Bank of Japan in Tokyo, Japan, on October 27 2022
Bank of Japan currently caps a key longer-term interest rate by buying bonds when the market yield tests that level © AFP/Getty Images

The writer is president of Queens’ College, Cambridge, and an adviser to Allianz and Gramercy

After occupying a central role in international trade and currency developments in the 1980s and 1990s, Japan’s influence on the global economy and markets gradually declined. “What happens in Japan stays in Japan” became the mantra for many. But this could change if the Japanese authorities do not prepare well for what increasingly looks like an inevitable exit from its “yield curve control” policy.

YCC is a monetary policy regime introduced in 2016 under which the Bank of Japan caps a key longer-term interest rate by buying bonds when the market yield tests that level. By capping this, and by influencing short-term bond yields through the setting of benchmark policy rates, the central bank seeks to stimulate growth and counter deflation.

Whatever your views on the effectiveness of YCC (and this is subject to debate), rising yields around the world make it hard to maintain the policy without intensifying collateral damage and unintended consequences.
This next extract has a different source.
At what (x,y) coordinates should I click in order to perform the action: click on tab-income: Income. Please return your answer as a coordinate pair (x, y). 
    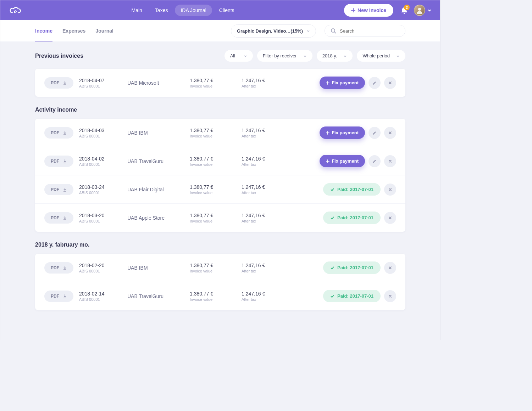
    Looking at the image, I should click on (44, 31).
This has included a rapidly depreciating currency, large central bank foreign exchange interventions, and recurrent stress in market functioning for Japanese government bonds (including days with little if any trading).

The longer Japan sticks with YCC in the current global context, the more the authorities will have to spend to resist a depreciation, and the greater the structural damage to the core of the country’s financial system.
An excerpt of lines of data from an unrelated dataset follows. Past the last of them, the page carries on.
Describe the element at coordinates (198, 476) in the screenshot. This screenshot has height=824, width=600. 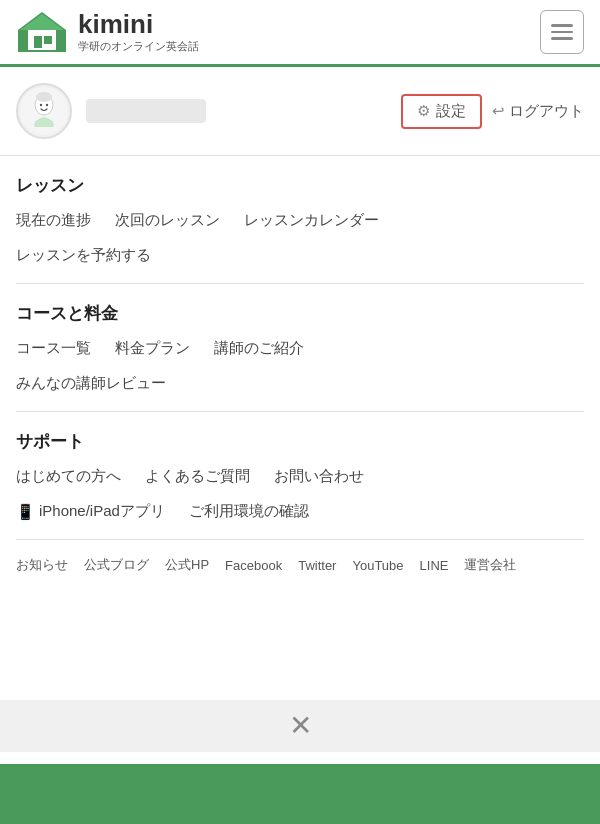
I see `nav-link-faq: よくあるご質問` at that location.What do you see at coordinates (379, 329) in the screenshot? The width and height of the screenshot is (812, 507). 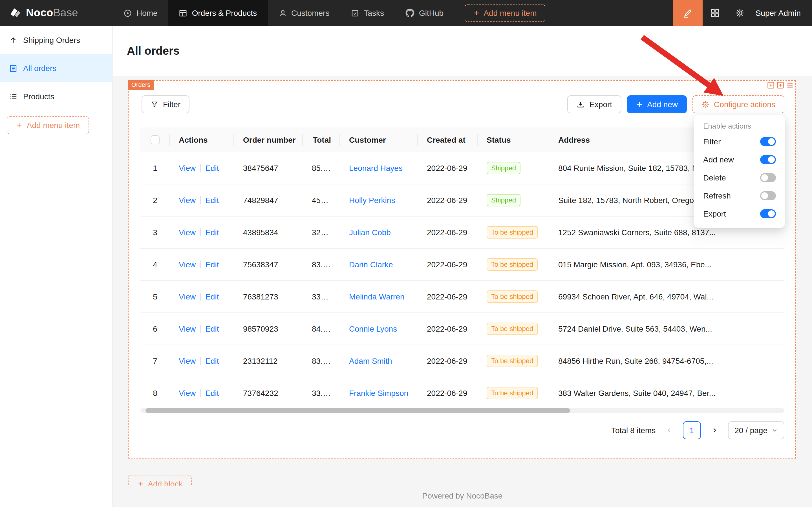 I see `customer-cell: Connie Lyons` at bounding box center [379, 329].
No wonder most observers expect Japan to have to exit this policy — a view reinforced by higher inflation and the mounting wage demands from the major labour unions. When it comes to the timing of this, the consensus forecast is after the second five-year term of the current governor, Haruhiko Kuroda, ends in March of next year. If correct, this gives the Japanese authorities months to prepare for what is an inherently tricky policy manoeuvre.

Time and time again, history has shown that exiting a protracted fixed price regime is full of complexities, whether it involves the currency, interest rates, or domestic prices and subsidies. This is particularly true when the peg in question has already caused multiple distortions.

We should expect a good part of the Japanese interest rate structure to move significantly higher when YCC is removed. The impact would be particularly acute for the domestic large holders of Japanese government bonds who, long confident in the longevity of the interest rate cap, had found ways to leverage their “safe asset” holdings in order to increase returns.

On the surface, this is the type of behaviour that was adopted by UK pension schemes. Its viability was turned upside down by the sudden increase in market yields caused by the “mini” budget debacle.

I say “on the surface” as there are three notable differences. First, while the UK situation predominantly involved the leveraging of government “interest rate” risk, that of Japan appears to involve more “credit risk”. Second, a good portion of that risk has been obtained through claims on entities outside Japan such as companies or sovereigns. Third, the Bank of Japan would face many more obstacles in pursuing surgical interventions to calm markets if this were required.

The risk scenario here is the possibility that large losses and margin calls pressure certain overexposed Japanese entities to dispose of assets in a disorderly manner. Given the extent of crossholdings, this would fuel contagion across markets and borders which would be felt notably in places such as US and European investment grade corporates, high yield, leveraged bank loans, and emerging markets. It would come at a time when US Federal Reserve’s now-rapid rate hikes to tackle rising inflation has contributed to large losses for investors and unsettling volatility. There has been a sense of nowhere to hide.

The importance of minimising this risk scenario is heightened by the existing concerns about liquidity and the orderly functioning of other markets in advanced countries. It is even more vital at a time when a slowing global economy can ill-afford contamination from market accidents.

The policy approach for Japan involves the early identification of “pain trades”, the encouragement of pre-emptive orderly deleveraging, and clarity on the nature and duration of an emergency intervention if needed, including the degree of acceptable regulatory forbearance. None of this is easy, and it is not guaranteed to work immediately. Yet the alternative of letting markets do it their way would be more problematic for both Japan and the rest of the world.